“I hope not,” said the Doctor, sadly and gravely.

I said I was sorry for having made a jest upon his favourite doctrine of repentance and restoration of sinners, which he seemed always both to preach and to practice.

“Do I? Perhaps. Do you not think it's very much, needed in this world?”

I said, I had not lived long enough in the world to find out.

“I forgot how young you were.”

He had once, in his direct way, asked my age, and I had told him, much disposed likewise to return the question, but was afraid. Sometimes I feel quite at home with him, as if I could say anything to him, and then again he makes me, not actually afraid—thank goodness, I never was afraid of any man yet, and hope I never shall be—but shy and quiet.
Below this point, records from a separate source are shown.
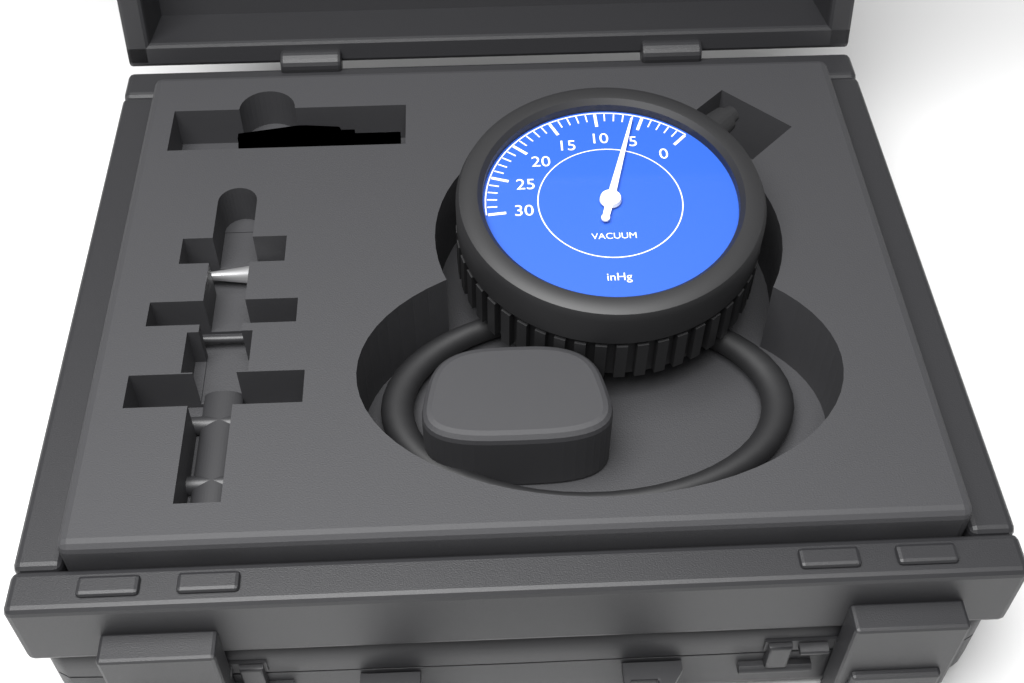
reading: 6 inHg
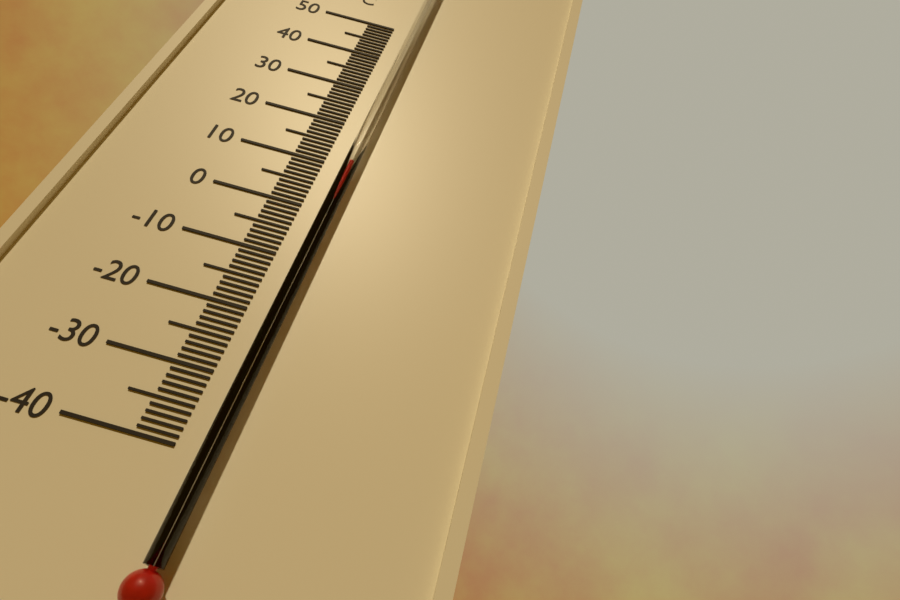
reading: 10 °C
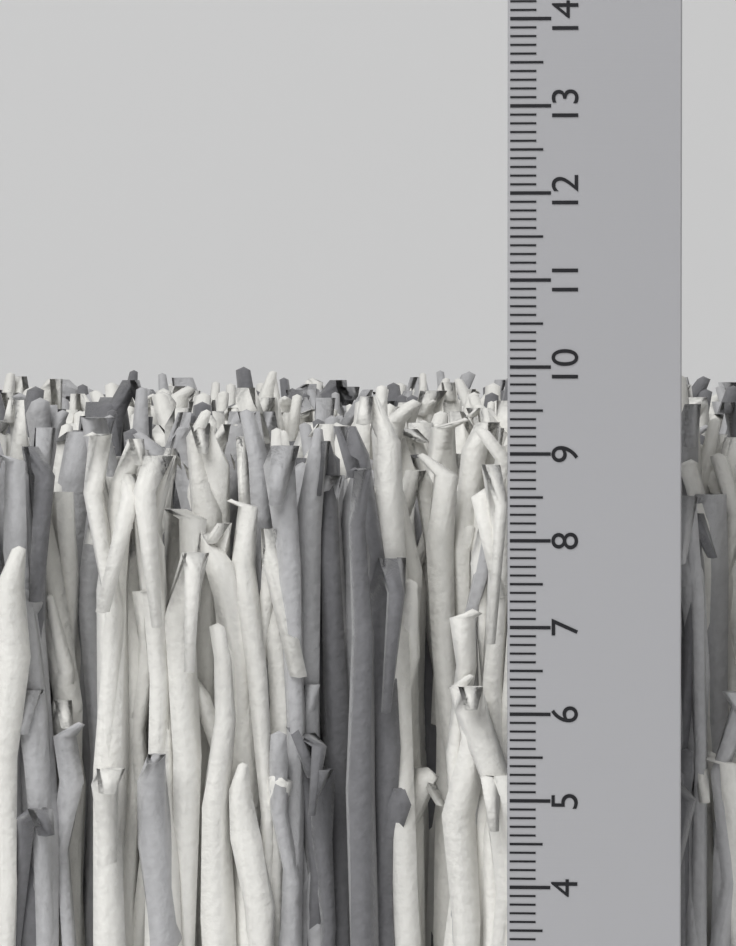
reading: 9.9 cm
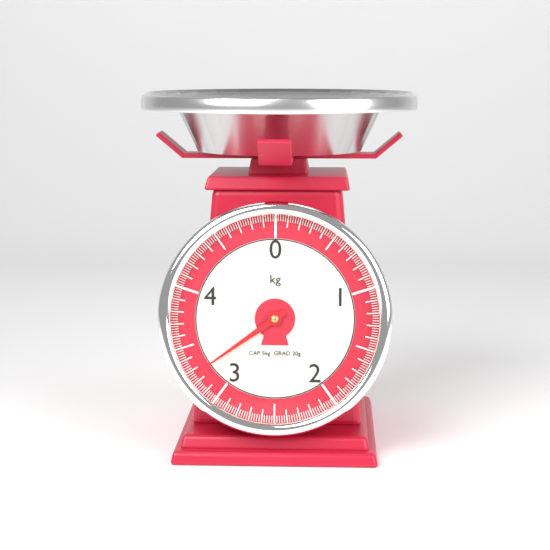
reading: 3.26 kg
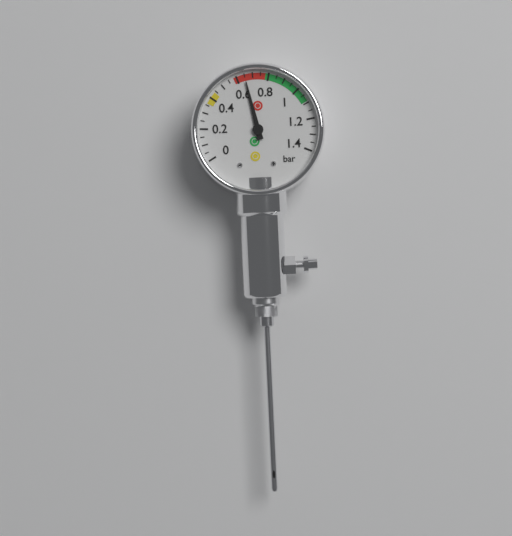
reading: 0.65 bar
I suppose it is because he is so very good; because in his presence my little follies and wickednesses hide their heads. I cease perplexing myself about them, or about myself at all, and only think—not of him so much as of something higher and better than either him or me. Surely this cannot be wrong.

The bee question settled, we sat down, silent, listening to the rain pattering on the glass roof of the greenhouse. It was rather a dreary day. I began thinking of Lisabel's leaving more than was good for me; and, with that penetrative kindness which I have often noticed in him, Doctor Urquhart turned my sad thoughts away, by various information about Treherne Court, and the new relations of our Lisa—not many. I said, “happily, she would have neither brother or sister-in-law.”

“Happily! You cannot be in earnest?”

I half wished I had not been, and yet I could not but speak my mind—that brothers and sisters, in law or in blood, were often anything but a blessing.

“I must emphatically differ from you there. I think it is, with few exceptional cases, the greatest misfortune to be an only child. Few are so naturally good, or reared under such favourable circumstances, that such a position does not do them harm. A lonely childhood and youth may make a great man, a good man, but it rarely makes a happy man. Better all the tussles and troubles of family life, where the angles of character are rubbed off, and its inclinations to morbidness, sensitiveness, and egotism knocked down. I think it is a great wonder to see Treherne such a good fellow as he is, considering he has been an only child.”